I’m struck by how operational the conversation about AI has become in India. Whether you look at manufacturing, agriculture, financial services or healthcare, instead of AI roadmaps, you see systems that are already running at scale.

India's Aadhaar identity system and UPI payments network, as two good examples, are generating real-world data that are being used to extend credit, personalise services and optimise logistics nationwide. 

The physical infrastructure is catching up, too, though it still has its gaps.

As Harish Krishnan, MD of Cisco Systems India, recently noted: "India generates nearly 20% of global data but has only about 4% of data centre capacity." 

Capital is flowing in steadily to close this gap, and the government has removed some major tax barriers for hyperscalers to accelerate investment further. 

As part of what Ranganath Sadasiva, CTO of Hewlett Packard Enterprise (HPE) India, has called the move “from experimentation to acceleration”, I’m also witnessing a new generation of startups working alongside established companies to introduce India-centric innovations, ranging from voice infrastructure for non-English speakers to sovereign language models and agricultural advisory tools to reach farmers in their local dialect. 

Why India appeals to global AI companies

Against this backdrop, India has great appeal to international AI firms, partly because the testing environment is unmatched. In my view, a solution that works in India, across its cultural diversity, infrastructure constraints and sheer scale, is one that will travel globally. 

India has also shown it can deploy technology nationwide with remarkable speed. Back at the AI Impact Summit, Sunil Gupta, CEO of Yotta Data Services, reflected on how quickly India’s AI ecosystem has evolved, commenting that the scale and speed of progress would have been difficult to imagine just a few years ago. 

He pointed to the rapid build-out of domestic compute infrastructure and the emergence of sovereign AI models as evidence of this shift. And he summarised that “Across the stack, India has come a long way.”

Now, the world’s largest population between the ages of 15 and 29 is actively leaning into AI adoption. The appetite for fast, frugal problem-solving remains high. And Indian startups are unafraid to experiment.

This experimentation is producing globally competitive founders, and now the funding ecosystem is available to help them thrive.

The next phase: infrastructure, policy and responsibility

In practice, scaling AI systems is often less of a technical challenge and more a question of infrastructure. To support the fast-evolving market, the Indian government is investing heavily in AI programmes and semiconductor development. 

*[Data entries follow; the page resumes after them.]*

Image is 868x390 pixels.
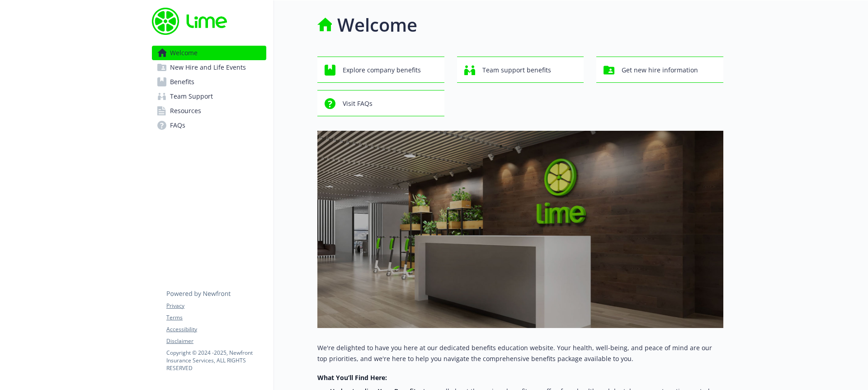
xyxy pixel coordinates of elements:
[317,57,444,83] button: Explore company benefits
[338,11,417,38] h1: Welcome
[167,337,266,345] a: Disclaimer
[170,103,201,118] span: Resources
[170,60,246,75] span: New Hire and Life Events
[152,103,267,118] a: Resources
[170,75,195,89] span: Benefits
[167,349,266,372] p: Copyright © 2024 - 2025 , Newfront Insurance Services, ALL RIGHTS RESERVED
[152,75,267,89] a: Benefits
[622,61,698,79] span: Get new hire information
[597,57,724,83] button: Get new hire information
[317,90,444,117] button: Visit FAQs
[483,61,551,79] span: Team support benefits
[457,57,584,83] button: Team support benefits
[152,60,267,75] a: New Hire and Life Events
[317,343,724,364] p: We're delighted to have you here at our dedicated benefits education website. Your health, well-b...
[170,45,197,60] span: Welcome
[343,95,373,112] span: Visit FAQs
[152,89,267,103] a: Team Support
[170,89,213,103] span: Team Support
[167,313,266,322] a: Terms
[317,373,387,382] strong: What You’ll Find Here:
[152,118,267,133] a: FAQs
[343,61,421,79] span: Explore company benefits
[152,45,267,60] a: Welcome
[167,325,266,333] a: Accessibility
[167,301,266,310] a: Privacy
[170,118,186,133] span: FAQs
[317,130,724,328] img: overview page banner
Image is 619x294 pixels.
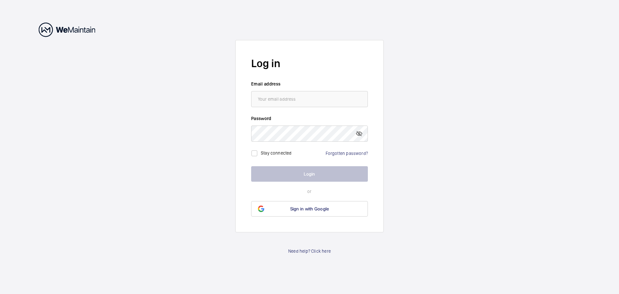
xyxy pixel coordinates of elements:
[251,166,368,182] button: Login
[251,91,368,107] input: Your email address
[261,150,292,155] label: Stay connected
[251,81,368,87] label: Email address
[290,206,329,211] span: Sign in with Google
[251,188,368,195] p: or
[251,56,368,71] h2: Log in
[251,115,368,122] label: Password
[288,248,331,254] a: Need help? Click here
[326,151,368,156] a: Forgotten password?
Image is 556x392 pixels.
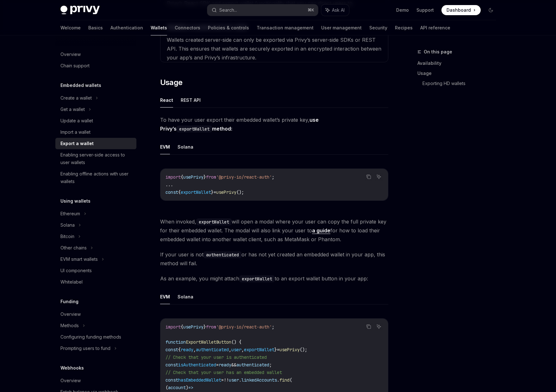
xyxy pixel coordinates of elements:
[55,150,136,169] a: Enabling server-side access to user wallets
[290,378,292,383] span: (
[61,278,82,286] div: Whitelabel
[229,378,239,383] span: user
[178,363,216,368] span: isAuthenticated
[279,378,290,383] span: find
[181,347,193,353] span: ready
[193,347,196,353] span: ,
[166,370,282,376] span: // Check that your user has an embedded wallet
[216,363,219,368] span: =
[61,333,121,341] div: Configuring funding methods
[321,20,362,35] a: User management
[220,7,237,14] div: Search...
[61,198,91,205] h5: Using wallets
[178,139,193,154] button: Solana
[211,189,214,195] span: }
[418,58,501,68] a: Availability
[272,174,275,180] span: ;
[61,298,79,306] h5: Funding
[166,325,181,330] span: import
[313,227,331,234] a: a guide
[55,331,136,343] a: Configuring funding methods
[242,347,244,353] span: ,
[300,347,308,353] span: ();
[365,323,373,331] button: Copy the contents from the code block
[184,174,204,180] span: usePrivy
[61,345,111,352] div: Prompting users to fund
[269,363,272,368] span: ;
[61,6,99,14] img: dark logo
[237,189,244,195] span: ();
[186,385,188,391] span: )
[61,233,75,241] div: Bitcoin
[206,174,216,180] span: from
[55,375,136,386] a: Overview
[166,347,178,353] span: const
[214,189,216,195] span: =
[222,378,224,383] span: =
[55,276,136,288] a: Whitelabel
[61,95,92,102] div: Create a wallet
[160,250,388,268] span: If your user is not or has not yet created an embedded wallet in your app, this method will fail.
[178,347,181,353] span: {
[375,172,383,181] button: Ask AI
[151,20,167,35] a: Wallets
[208,20,249,35] a: Policies & controls
[181,93,201,108] button: REST API
[204,252,242,258] code: authenticated
[88,20,103,35] a: Basics
[181,325,184,330] span: {
[166,182,173,187] span: ...
[204,174,206,180] span: }
[160,275,388,283] span: As an example, you might attach to an export wallet button in your app:
[418,68,501,79] a: Usage
[239,378,242,383] span: .
[178,189,181,195] span: {
[447,7,471,13] span: Dashboard
[160,78,183,88] span: Usage
[216,325,272,330] span: '@privy-io/react-auth'
[421,20,451,35] a: API reference
[244,347,275,353] span: exportWallet
[166,363,178,368] span: const
[277,378,279,383] span: .
[61,151,133,167] div: Enabling server-side access to user wallets
[277,347,279,353] span: =
[242,378,277,383] span: linkedAccounts
[186,340,231,346] span: ExportWalletButton
[441,5,481,15] a: Dashboard
[111,20,143,35] a: Authentication
[61,210,81,218] div: Ethereum
[231,363,237,368] span: &&
[272,325,275,330] span: ;
[61,140,94,148] div: Export a wallet
[168,385,186,391] span: account
[321,5,350,16] button: Ask AI
[206,325,216,330] span: from
[177,126,212,133] code: exportWallet
[55,309,136,320] a: Overview
[417,7,434,13] a: Support
[196,347,229,353] span: authenticated
[166,385,168,391] span: (
[229,347,231,353] span: ,
[61,256,98,263] div: EVM smart wallets
[61,311,81,318] div: Overview
[61,50,81,58] div: Overview
[207,5,318,16] button: Search...⌘K
[224,378,229,383] span: !!
[375,323,383,331] button: Ask AI
[196,219,232,225] code: exportWallet
[61,81,101,89] h5: Embedded wallets
[160,139,170,154] button: EVM
[396,7,409,13] a: Demo
[61,222,75,229] div: Solana
[181,174,184,180] span: {
[61,244,87,252] div: Other chains
[178,290,193,305] button: Solana
[55,116,136,127] a: Update a wallet
[395,20,413,35] a: Recipes
[160,93,173,108] button: React
[332,7,345,13] span: Ask AI
[174,20,201,35] a: Connectors
[61,267,92,275] div: UI components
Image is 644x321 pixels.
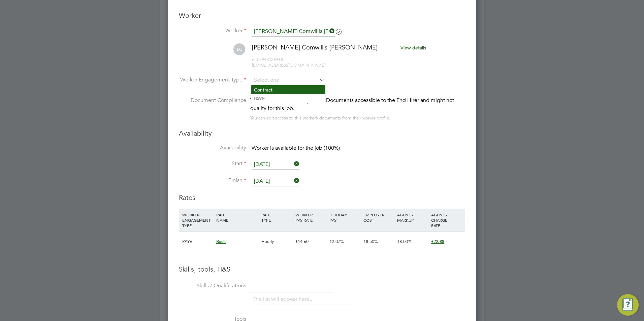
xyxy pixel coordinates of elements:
span: [EMAIL_ADDRESS][DOMAIN_NAME] [252,62,325,68]
div: HOLIDAY PAY [328,208,362,227]
span: £22.88 [431,239,445,245]
div: You can edit access to this worker’s documents from their worker profile. [250,114,390,122]
input: Select one [252,76,325,86]
li: Contract [252,86,325,94]
span: 18.50% [364,239,378,245]
div: AGENCY CHARGE RATE [429,208,464,232]
label: Availability [179,144,246,151]
span: m: [252,56,257,62]
li: PAYE [252,94,325,103]
button: Engage Resource Center [617,294,639,316]
input: Search for... [252,27,335,37]
span: 18.00% [397,239,412,245]
span: [PERSON_NAME] Comwillis-[PERSON_NAME] [252,44,378,51]
h3: Availability [179,129,466,137]
span: 07943126968 [252,56,283,62]
label: Skills / Qualifications [179,282,246,290]
div: Hourly [260,232,294,251]
div: This worker has no Compliance Documents accessible to the End Hirer and might not qualify for thi... [250,97,466,113]
div: EMPLOYER COST [362,208,396,227]
input: Select one [252,176,300,186]
h3: Worker [179,11,466,20]
input: Select one [252,159,300,170]
span: Worker is available for the job (100%) [252,145,340,151]
div: AGENCY MARKUP [396,208,429,227]
label: Start [179,160,246,168]
li: The list will appear here... [253,295,317,304]
span: LC [233,44,246,55]
h3: Skills, tools, H&S [179,265,466,273]
span: View details [400,45,426,51]
label: Worker Engagement Type [179,76,246,84]
label: Document Compliance [179,97,246,121]
label: Finish [179,177,246,184]
div: WORKER ENGAGEMENT TYPE [180,208,215,232]
div: £14.60 [294,232,328,251]
span: Basic [216,239,227,245]
div: RATE NAME [215,208,260,227]
div: PAYE [180,232,215,251]
div: WORKER PAY RATE [294,208,328,227]
div: RATE TYPE [260,208,294,227]
span: 12.07% [329,239,344,245]
h3: Rates [179,193,466,202]
label: Worker [179,27,246,34]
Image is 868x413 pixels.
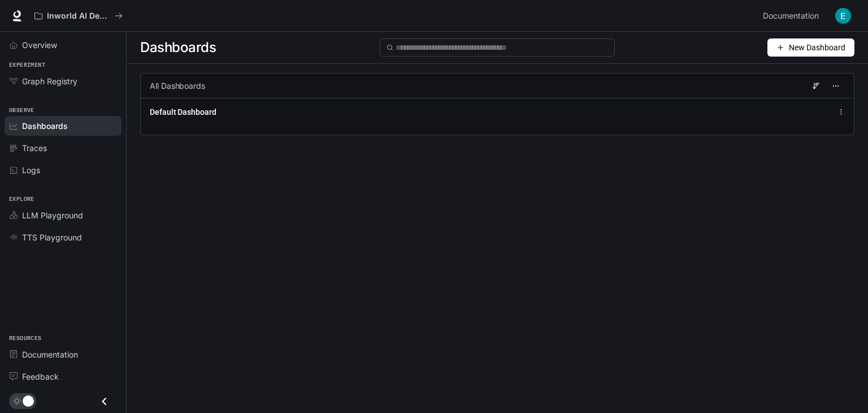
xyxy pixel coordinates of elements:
[4,366,122,386] a: Feedback
[29,4,128,27] button: All workspaces
[22,370,59,382] span: Feedback
[92,389,117,413] button: Close drawer
[150,80,205,92] span: All Dashboards
[140,36,216,59] span: Dashboards
[768,38,855,56] button: New Dashboard
[4,71,122,91] a: Graph Registry
[47,12,110,21] p: Inworld AI Demos
[4,206,122,225] a: LLM Playground
[835,8,851,24] img: User avatar
[759,4,828,27] a: Documentation
[22,231,82,243] span: TTS Playground
[4,344,122,364] a: Documentation
[22,39,57,51] span: Overview
[150,106,216,118] a: Default Dashboard
[22,120,68,132] span: Dashboards
[4,35,122,55] a: Overview
[4,227,122,247] a: TTS Playground
[22,394,34,407] span: Dark mode toggle
[832,4,855,27] button: User avatar
[22,209,83,221] span: LLM Playground
[22,164,40,176] span: Logs
[763,9,819,23] span: Documentation
[4,116,122,136] a: Dashboards
[22,75,77,87] span: Graph Registry
[22,142,47,154] span: Traces
[789,41,846,54] span: New Dashboard
[4,138,122,158] a: Traces
[4,160,122,180] a: Logs
[22,348,78,360] span: Documentation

Through the IndiaAI Mission, for instance, GPU infrastructure that was once barely accessible to Indian developers is now being made available through government-backed initiatives such as IndiaAI Compute. This enables shared access to GPU infrastructure for startups, researchers and enterprises and supports a growing wave of indigenous model development. And the recent union budget provided an additional $100 million allocation to the IndiaAI Mission, which will catalyse a further wave of cloud and data centre investment amidst broader ecosystem development.

Alongside infrastructure, policymakers are also grappling with the wider implications of responsible AI adoption. 

IBM India’s Executive Director, Kishore Balaji, recently stated: “AI pushes the envelope on continuous education and challenges livelihoods, jobs, and earnings as we know it.” But he added: “We need strong public-private partnerships and skill-building programmes at scale so we can prepare the workforce for this future.”

Placing this within the country’s larger ambition, he said: “Ensuring we’re aligned with global frameworks will not only help us make an India for India, but an India for the world.”

For international companies willing to engage early as partners rather than service buyers, the timing has never been better. From what I’m seeing on the ground, this is India’s AI moment.